Telling is Listening, Episode 121
It may be hard to see, but how we listen greatly shapes what it is possible for other people to say to us. Can we catch on to all the ways we're trying to control what we experience as we listen, and as we do so drop our need to control so that we can be a profound welcome to others?
A conversation about the ways in which we share of ourselves with one another, and about how we can receive, with Lizzie Winn and Justin Wise of Thirdspace.
This is Turning Towards Life, a weekly live 30 minute conversation hosted by Thirdspace in which Justin Wise and Lizzie Winn dive deep into big questions of human living. Find us on FaceBook to watch live and join in the lively conversation on this episode. We’re also on YouTube, and as a podcast on Apple, Google and Spotify.
Here's our source for this week, from Ursula Le Guin's book 'The Wave in the Mind'.
Telling is Listening
Human communication cannot be reduced to ‘information’. The message not only involves, it is, a relationship between speaker and hearer. The medium in which the message is embedded is immensely complex, infinitely more than a code: it is a language, a function of society, a culture, in which the language, the speaker, and the hearer are all embedded.

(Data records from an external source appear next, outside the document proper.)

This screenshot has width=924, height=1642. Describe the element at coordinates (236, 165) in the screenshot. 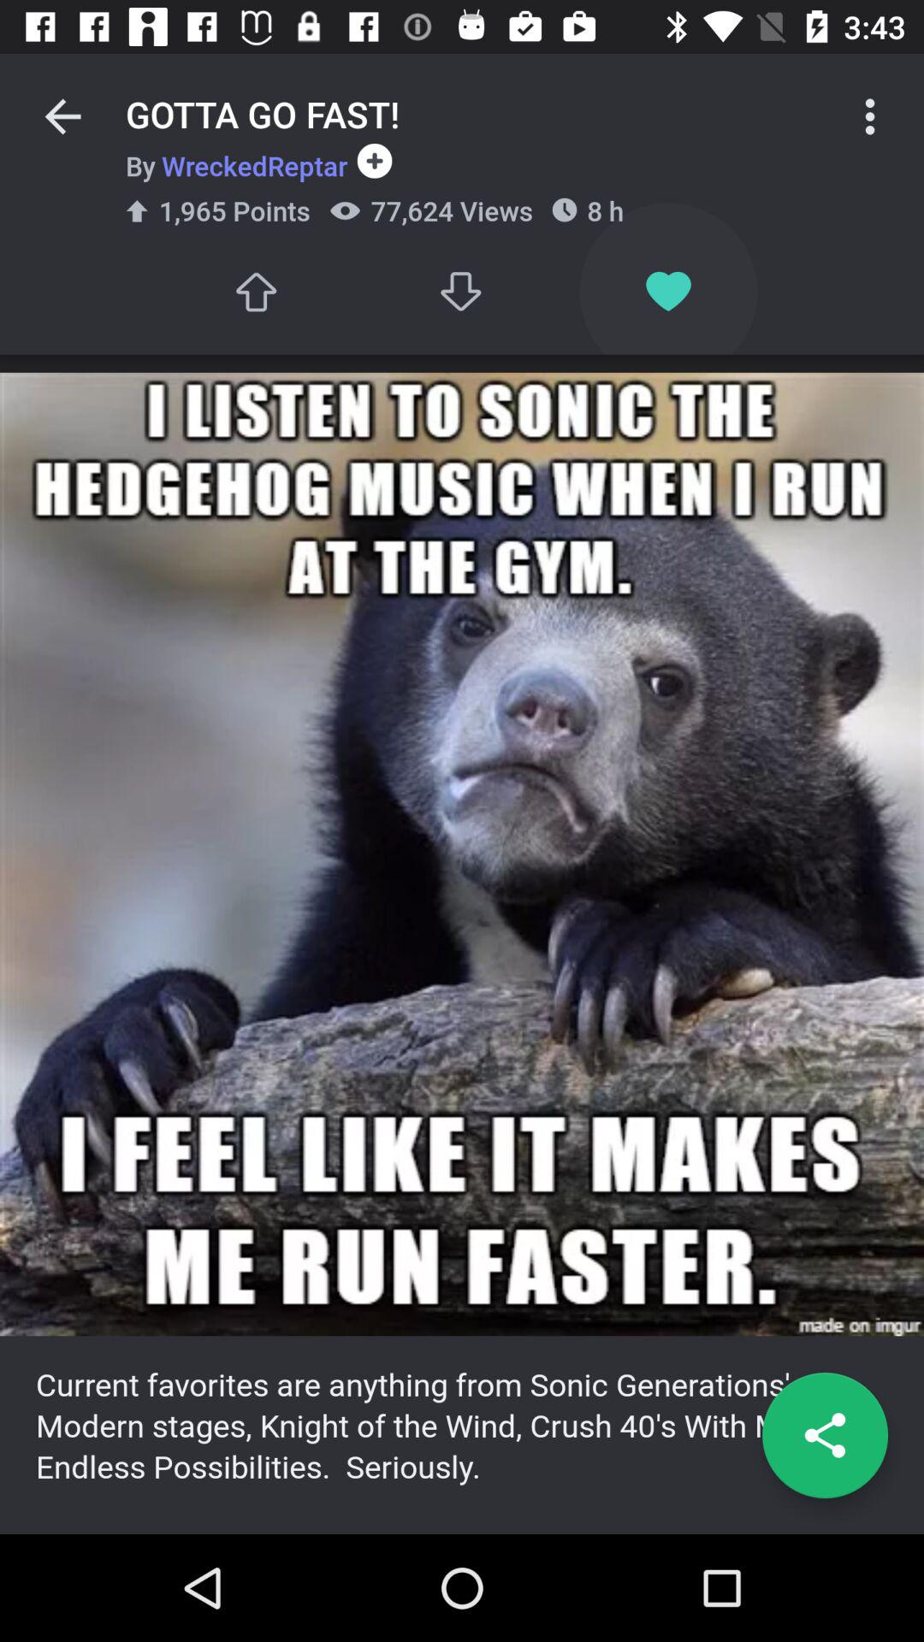

I see `choose the item below gotta go fast! icon` at that location.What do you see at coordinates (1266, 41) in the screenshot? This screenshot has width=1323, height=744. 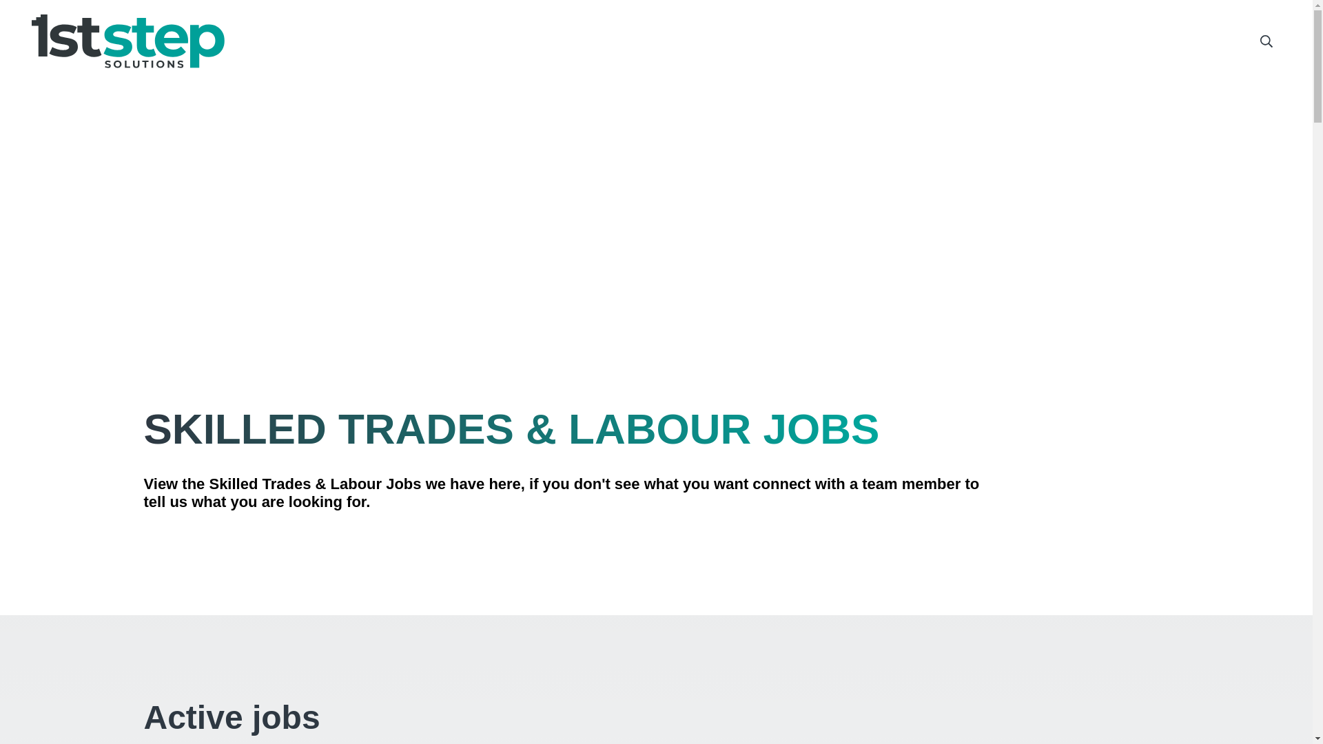 I see `Search` at bounding box center [1266, 41].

In human conversation, in live, actual communication between or among human beings, everything “transmitted” – everything said – is shaped as it is spoken by the actual or anticipated response. Live, face-to-face communication is intersubjective… It is a continuous interchange between two consciousnesses. Instead of an alternation of roles it is a continuous intersubjectivity that goes both ways all the time.
People unite themselves and give each other parts of themselves - inner parts, mental not bodily parts - when they talk and listen. Two people talking [in this way] form a community of two. People are also able to form communities of many, through sending and receiving bits of ourselves and others back and forth continually - through, in other words, talking and listening.
Talking and listening are ultimately the same thing.